Sensible economics should, in fact, focus on the revenue deficit—difference between revenue receipts (tax plus non-tax revenues) and consumption (non-investment expenditure of the government)—which measures government borrowing used to support consumption. The effective revenue deficit, which is the revenue deficit minus grants for the creation of capital assets, is an even better measure. In 2017-18, these are estimated at 1.9% and 0.7% of GDP, respectively. The primary deficit, which is the gross fiscal deficit minus interest payments, reflects whether the fiscal situation is getting better or worse, is estimated at a negligible 0.1% of GDP in 2017-18. These numbers suggest that the fiscal situation is not a cause for concern. Indeed, the gross fiscal deficit could be allowed to stretch to 3.5-3.75% of GDP, without even affecting the revenue deficit, if all the extra borrowing is used to finance investment.
Given the slowdown and downturn in the economy, counter-cyclical fiscal policies are essential to revive economic growth and foster employment creation.

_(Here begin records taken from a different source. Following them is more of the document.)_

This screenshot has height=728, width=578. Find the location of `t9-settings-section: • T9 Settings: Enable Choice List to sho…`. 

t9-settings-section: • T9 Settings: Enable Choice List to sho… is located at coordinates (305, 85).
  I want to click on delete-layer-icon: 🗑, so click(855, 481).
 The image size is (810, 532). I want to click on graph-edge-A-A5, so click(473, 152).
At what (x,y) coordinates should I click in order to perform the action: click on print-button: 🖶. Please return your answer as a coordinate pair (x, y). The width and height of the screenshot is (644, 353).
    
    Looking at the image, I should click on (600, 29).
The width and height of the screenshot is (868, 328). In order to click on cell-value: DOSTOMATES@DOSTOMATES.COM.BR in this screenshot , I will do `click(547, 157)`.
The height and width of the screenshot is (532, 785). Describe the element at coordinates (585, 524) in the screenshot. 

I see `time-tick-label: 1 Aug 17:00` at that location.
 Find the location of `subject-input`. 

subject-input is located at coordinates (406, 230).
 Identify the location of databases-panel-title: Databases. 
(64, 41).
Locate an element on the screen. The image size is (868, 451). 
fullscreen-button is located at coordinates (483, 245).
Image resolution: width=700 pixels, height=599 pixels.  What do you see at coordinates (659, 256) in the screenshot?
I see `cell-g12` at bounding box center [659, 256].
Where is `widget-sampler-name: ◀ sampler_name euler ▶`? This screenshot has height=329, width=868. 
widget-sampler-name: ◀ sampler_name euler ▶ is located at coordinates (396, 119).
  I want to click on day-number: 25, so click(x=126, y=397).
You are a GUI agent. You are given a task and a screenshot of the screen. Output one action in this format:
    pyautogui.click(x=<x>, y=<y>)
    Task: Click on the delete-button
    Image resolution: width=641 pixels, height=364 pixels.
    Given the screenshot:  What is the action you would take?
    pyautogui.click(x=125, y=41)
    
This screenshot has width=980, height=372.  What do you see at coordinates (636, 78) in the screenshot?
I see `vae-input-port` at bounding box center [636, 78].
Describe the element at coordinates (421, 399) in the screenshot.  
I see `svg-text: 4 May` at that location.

Expenditure cuts are the exact opposite of what is needed. Instead, it is necessary to increase public investment, especially in infrastructure, just as it is necessary to increase public expenditure, particularly in education and health, which is in effect an investment in people that would improve their well-being and raise their productivity. Government deficits are better managed by increasing revenues for which there is ample scope just by improving tax compliance. Our direct tax rates are among the lowest in world. So are direct tax-GDP ratios. It is time to remove exemptions and deductions. GST is a step in the right direction for indirect taxes. But it is essential to reduce its multiplicity of rates and complexity in administration.
The irony of the situation is striking. The political compulsions of the government and the economic priorities of the people require much the same things from the Union budget. Yet, fiscal conservatism and economy orthodoxy might prevent this, even in a year with so many elections on the horizon.
Deepak Nayyar is emeritus professor of economics, Jawaharlal Nehru University, New Delhi. He served as chief economic adviser, government of India, from 1989-91, and as vice-chancellor, University of Delhi, from 2000-05.